Praise Is Rising

by Brenton Brown

What "Praise Is Rising" means

The image at the center of "Praise Is Rising" is movement: something that was still is now in motion, something that was quiet is now finding its voice. Brenton Brown's song captures the moment the congregation pivots, not from silence to sound, but from ordinary life to oriented attention. That is the moment every worship gathering is trying to create, and this song names it as it happens rather than demanding the congregation arrive somewhere they are not yet.

The title borrows the imagery of incense ascending: praise rising, hearts turning toward the King. Psalm 24:7-10 provides the structural backbone, the invitation for the King of glory to come in, the gates lifting, the ancient doors swinging open. The song positions the congregation's praise as the mechanism by which the room opens itself to God. To sing "praise is rising" is to announce that the people are ready. It is a declaration about what is happening in the room even as the congregation is learning to believe it.

Brenton Brown's songwriting stays accessible without being thin. The melody is memorable from a first hearing, the theology is clear without being dense, and the tempo at 102 BPM in 4/4 sits in the range where the congregation can both move and think. Male key lands in D, female in F. The mid-tempo groove sets an expectant rather than frantic energy, which is exactly right for a gathering's opening moments when the congregation is still arriving from wherever they have been.

What this song does in a room

Transition is the invisible challenge of every Sunday gathering. People arrive carrying last week. Distracted, tired, preoccupied. The opening song is not just a musical warm-up. It is a pastoral act of reorientation. A song that works in that moment does not demand the congregation be somewhere they are not. It meets them where they are and walks them forward.

"Praise Is Rising" works because it describes what is actually happening as it is happening. The congregation is gathering. Praise is rising, not fully formed yet, not at full volume, but beginning. To sing that is to name the truth of the moment and participate in it simultaneously. By the second chorus, the room tends to have arrived at what the song was calling them toward. The description becomes the reality as the congregation inhabits it.

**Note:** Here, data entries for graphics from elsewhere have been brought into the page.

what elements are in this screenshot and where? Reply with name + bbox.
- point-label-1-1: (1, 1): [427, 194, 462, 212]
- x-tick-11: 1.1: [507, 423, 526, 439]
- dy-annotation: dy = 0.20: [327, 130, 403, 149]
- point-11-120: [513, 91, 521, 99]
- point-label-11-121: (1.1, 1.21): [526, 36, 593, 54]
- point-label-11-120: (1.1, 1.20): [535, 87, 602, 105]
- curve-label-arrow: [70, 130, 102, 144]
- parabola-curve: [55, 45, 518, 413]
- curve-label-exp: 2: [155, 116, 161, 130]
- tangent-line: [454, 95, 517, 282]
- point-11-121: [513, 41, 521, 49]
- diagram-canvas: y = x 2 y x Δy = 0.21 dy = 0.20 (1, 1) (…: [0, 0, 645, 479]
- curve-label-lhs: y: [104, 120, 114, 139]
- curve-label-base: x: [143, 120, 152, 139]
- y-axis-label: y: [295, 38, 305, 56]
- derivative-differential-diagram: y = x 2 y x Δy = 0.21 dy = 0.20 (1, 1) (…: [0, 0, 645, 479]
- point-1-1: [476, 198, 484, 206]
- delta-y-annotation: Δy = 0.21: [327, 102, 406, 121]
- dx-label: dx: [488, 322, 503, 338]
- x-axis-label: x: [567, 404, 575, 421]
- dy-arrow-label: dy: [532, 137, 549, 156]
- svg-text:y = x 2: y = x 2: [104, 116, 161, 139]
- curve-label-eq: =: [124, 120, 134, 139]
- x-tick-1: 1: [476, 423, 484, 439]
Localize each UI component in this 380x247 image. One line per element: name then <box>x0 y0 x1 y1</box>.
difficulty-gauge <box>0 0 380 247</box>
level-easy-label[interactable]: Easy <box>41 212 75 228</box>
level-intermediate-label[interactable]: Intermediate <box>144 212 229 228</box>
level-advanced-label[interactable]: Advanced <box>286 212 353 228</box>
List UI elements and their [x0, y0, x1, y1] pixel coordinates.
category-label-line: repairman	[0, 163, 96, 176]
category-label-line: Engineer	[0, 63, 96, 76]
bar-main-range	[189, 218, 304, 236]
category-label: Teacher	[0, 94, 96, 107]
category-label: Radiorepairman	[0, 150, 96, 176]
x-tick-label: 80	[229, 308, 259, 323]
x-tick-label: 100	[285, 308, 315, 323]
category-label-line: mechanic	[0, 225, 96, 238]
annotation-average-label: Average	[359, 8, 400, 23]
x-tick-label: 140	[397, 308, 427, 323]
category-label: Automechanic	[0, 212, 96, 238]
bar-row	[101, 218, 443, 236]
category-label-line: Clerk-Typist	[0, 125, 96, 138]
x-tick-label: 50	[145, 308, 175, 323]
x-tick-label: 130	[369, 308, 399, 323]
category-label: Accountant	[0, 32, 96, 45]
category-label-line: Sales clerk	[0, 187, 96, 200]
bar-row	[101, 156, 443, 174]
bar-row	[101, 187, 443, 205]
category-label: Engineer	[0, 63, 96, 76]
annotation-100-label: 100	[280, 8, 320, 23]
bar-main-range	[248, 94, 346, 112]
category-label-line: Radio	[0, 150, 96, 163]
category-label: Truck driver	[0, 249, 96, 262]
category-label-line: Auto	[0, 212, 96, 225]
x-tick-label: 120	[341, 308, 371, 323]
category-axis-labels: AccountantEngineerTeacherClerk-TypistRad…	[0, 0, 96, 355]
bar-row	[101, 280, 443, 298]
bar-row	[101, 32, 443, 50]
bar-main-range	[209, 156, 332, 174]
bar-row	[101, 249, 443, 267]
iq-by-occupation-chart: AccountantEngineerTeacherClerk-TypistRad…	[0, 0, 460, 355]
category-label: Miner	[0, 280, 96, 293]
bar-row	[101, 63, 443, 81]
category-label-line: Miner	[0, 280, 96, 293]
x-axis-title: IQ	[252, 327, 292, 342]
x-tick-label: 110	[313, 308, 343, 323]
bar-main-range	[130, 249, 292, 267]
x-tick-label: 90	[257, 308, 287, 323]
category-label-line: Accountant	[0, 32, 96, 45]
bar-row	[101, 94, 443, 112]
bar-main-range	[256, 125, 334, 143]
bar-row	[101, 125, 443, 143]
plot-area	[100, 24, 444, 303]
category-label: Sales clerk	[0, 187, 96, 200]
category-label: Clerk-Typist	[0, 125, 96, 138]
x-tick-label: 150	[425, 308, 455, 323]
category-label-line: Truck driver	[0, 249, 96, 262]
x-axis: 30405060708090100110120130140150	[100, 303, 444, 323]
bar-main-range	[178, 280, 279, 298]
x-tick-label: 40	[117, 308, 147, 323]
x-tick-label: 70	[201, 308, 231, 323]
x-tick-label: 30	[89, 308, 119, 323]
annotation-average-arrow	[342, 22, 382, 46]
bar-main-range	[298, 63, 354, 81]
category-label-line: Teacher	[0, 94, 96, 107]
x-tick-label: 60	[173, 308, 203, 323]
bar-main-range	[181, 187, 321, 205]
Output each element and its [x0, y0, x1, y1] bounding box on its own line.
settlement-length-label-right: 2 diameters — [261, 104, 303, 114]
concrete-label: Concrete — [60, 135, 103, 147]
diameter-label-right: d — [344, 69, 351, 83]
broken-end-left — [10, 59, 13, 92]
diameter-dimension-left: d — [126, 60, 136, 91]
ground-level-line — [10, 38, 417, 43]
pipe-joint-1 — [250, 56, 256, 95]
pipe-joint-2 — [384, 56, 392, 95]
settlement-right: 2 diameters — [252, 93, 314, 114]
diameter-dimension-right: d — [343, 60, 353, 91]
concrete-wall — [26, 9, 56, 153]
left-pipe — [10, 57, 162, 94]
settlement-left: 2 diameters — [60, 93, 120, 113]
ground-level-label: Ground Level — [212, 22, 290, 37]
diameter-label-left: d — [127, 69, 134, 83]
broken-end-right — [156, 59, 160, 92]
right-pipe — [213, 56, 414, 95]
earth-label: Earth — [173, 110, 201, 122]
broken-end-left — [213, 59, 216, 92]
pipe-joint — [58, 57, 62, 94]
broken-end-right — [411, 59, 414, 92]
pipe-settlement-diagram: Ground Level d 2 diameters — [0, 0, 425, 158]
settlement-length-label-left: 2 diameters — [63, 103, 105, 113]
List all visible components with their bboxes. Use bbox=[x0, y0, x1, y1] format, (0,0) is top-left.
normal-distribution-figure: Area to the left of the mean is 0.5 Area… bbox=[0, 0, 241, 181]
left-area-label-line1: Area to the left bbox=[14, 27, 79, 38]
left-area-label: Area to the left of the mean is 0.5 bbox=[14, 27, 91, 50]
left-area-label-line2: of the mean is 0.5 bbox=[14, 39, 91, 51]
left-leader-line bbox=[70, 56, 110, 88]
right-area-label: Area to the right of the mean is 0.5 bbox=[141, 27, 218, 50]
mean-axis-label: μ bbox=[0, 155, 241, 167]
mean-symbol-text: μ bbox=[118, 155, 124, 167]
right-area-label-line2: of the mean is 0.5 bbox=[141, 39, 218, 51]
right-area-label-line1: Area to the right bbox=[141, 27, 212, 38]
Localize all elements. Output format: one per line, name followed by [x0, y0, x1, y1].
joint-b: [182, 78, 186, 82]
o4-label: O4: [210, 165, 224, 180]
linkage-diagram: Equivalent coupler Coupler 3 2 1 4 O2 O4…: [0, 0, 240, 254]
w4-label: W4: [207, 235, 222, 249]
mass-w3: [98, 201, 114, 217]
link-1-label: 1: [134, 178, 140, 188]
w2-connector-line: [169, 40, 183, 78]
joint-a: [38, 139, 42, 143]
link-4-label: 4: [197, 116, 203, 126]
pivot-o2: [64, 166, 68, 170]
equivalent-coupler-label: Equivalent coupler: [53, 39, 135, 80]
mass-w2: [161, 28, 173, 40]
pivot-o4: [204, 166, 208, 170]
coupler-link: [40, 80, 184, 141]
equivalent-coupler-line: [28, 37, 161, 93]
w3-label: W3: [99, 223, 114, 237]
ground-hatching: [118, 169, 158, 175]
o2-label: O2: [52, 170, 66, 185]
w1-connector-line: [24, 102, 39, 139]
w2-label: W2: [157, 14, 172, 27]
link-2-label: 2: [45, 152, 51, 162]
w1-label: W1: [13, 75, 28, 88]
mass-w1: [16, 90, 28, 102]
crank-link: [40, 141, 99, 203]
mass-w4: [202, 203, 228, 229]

What this song is saying about God

The song declares that God's presence responds to His people's praise. Not that praise earns or summons God against His will, but that when His people turn toward Him, He meets that turning. That is the theology of Psalm 24: the King of glory comes in when the doors open. The congregation's praise is the door opening, and the song asks the congregation to be the ones who open it.

The song also carries the implicit conviction that God is worth this, worth the turn, worth the posture, worth the gathered voice of His people offered in expectation. To say "praise is rising" is to affirm that what rises is appropriate to its object. He is the King of glory, and the congregation's praise is their response to that reality.

Scriptural backbone

Psalm 24:7-10 is the central text, the invitation and declaration around the coming of the King of glory: "Lift up your heads, O you gates; be lifted up, you ancient doors, that the King of glory may come in." The song is a liturgical embodiment of that invitation. The congregation as the gates lifting, their praise as the mechanism of that lifting. The identity of the King is the answer the song returns to repeatedly: the Lord strong and mighty, the Lord Almighty, the King of glory who inhabits His people's praise.

How to use it in a service

The first or second song of a gathering. That is its home. It functions as a musical declaration that the congregation has arrived and is now present for something more than attendance. It sets the expectation that God is going to show up because His people have shown up and their praise has gone before them.

Do not use it as a second-half song or a post-sermon response. The momentum and the imagery belong at the front. If the set order needs a pivot from this song to something quieter, plan a smooth transition that does not jar the congregation out of the expectant posture the song just created. Give them a bridge, not a sharp stop.

Things to watch for as the worship leader

The opening is everything in a song like this. A strong, clean downbeat, leader and band locked in and projecting confidence from the first note, tells the congregation that something is beginning and they are invited into it. Hesitation at the front communicates uncertainty, and uncertain congregations stay cautious.

Pacing matters here too. The song has a natural energy arc. Resist the urge to peak too early. Let the dynamics build through the song so that by the final chorus the room feels like praise has actually risen, not like praise was announced and then held at one level throughout. The congregation should feel something has shifted by the end of the song.

A note for the team behind you (techs, vocalists, band)

Tight is the operative word. Clean entrances, clear cues, no long instrumental sections at the very open when the congregation is still finding their footing. The band serves as the on-ramp here. Bring the congregation in quickly, not after four bars of instrumental showcase.

Vocalists: clear, confident, and forward in the mix for the first chorus. The congregation is learning the melody in real time on week one and reinforcing it on subsequent weeks. Lead the melody cleanly before adding any additional texture. Techs, make sure the kick and snare are punchy enough to drive the mid-tempo groove without overpowering the vocal. The congregation should feel the pulse without being battered by it.